Red wolves were once distributed throughout the southeastern and south-central United States from the Atlantic Ocean to central Texas, southeastern Oklahoma and southwestern Illinois in the west, and in the north from the Ohio River Valley, northern Pennsylvania, southern New York, and extreme southern Ontario in Canada [2] south to the Gulf of Mexico. [14]
A Red wolf. The taxonomy of the red and eastern wolf of the Southeastern United States and the Great Lakes regions, respectively, has been long debated, with various schools of thought advocating that they represent either unique species or results of varying degrees of gray wolf × coyote admixture.
The Mexican wolf is the rarest gray wolf subspecies in North America. For the first time since the wolves were reintroduced to the wild, the Mexican gray wolf population in Arizona and New Mexico ...
Two wolf subspecies that live in the northern Rocky Mountains: Canis lupus irremotus (left) and Canis lupus occidentalis (right) The northern Rocky Mountain wolf preys primarily on the bison, elk, the Rocky Mountain mule deer, and the beaver, though it is an opportunistic animal and will prey upon other species if the chance arises. But, for ...
It calls for spending nearly $328 million over the next 50 years to get the red wolf off the endangered species list. The endangered red wolf can survive in the wild, but only with “significant ...

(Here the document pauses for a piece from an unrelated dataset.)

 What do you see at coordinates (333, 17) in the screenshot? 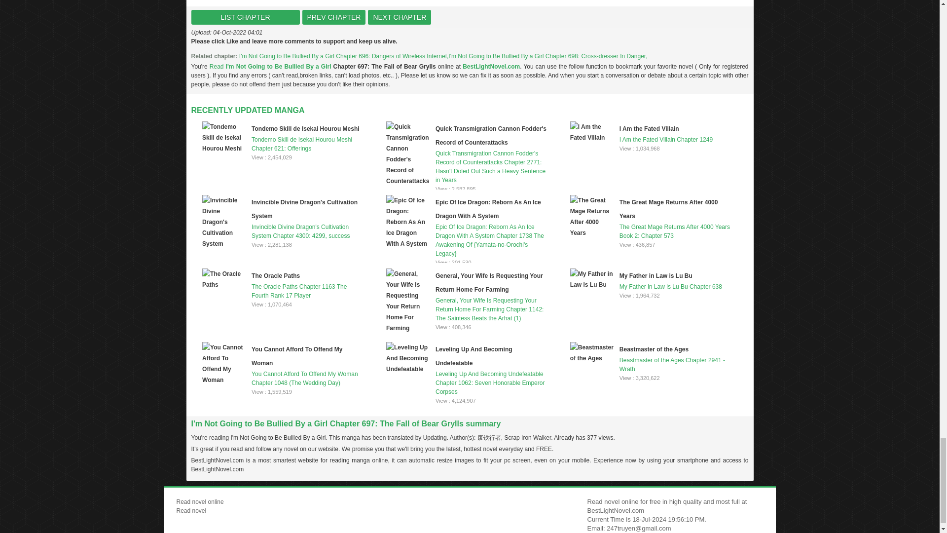
I see `PREV CHAPTER` at bounding box center [333, 17].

It was later reclassified as a subspecies of gray wolf by Edward Goldman. [30] In the third edition of Mammal Species of the World published in 2005, the mammalogist W. Christopher Wozencraft listed the eastern wolf as a gray wolf subspecies, [6] which supports its earlier classification based on morphology in three studies.
Historical and present range of gray wolf subspecies in North America [needs update] 100 lb (45 kg) gray wolf killed in Montana, 1928. Before they were extirpated around 1930, Montana's wolves could be very large. Wolves recolonized the state from Canada beginning in the 1970s.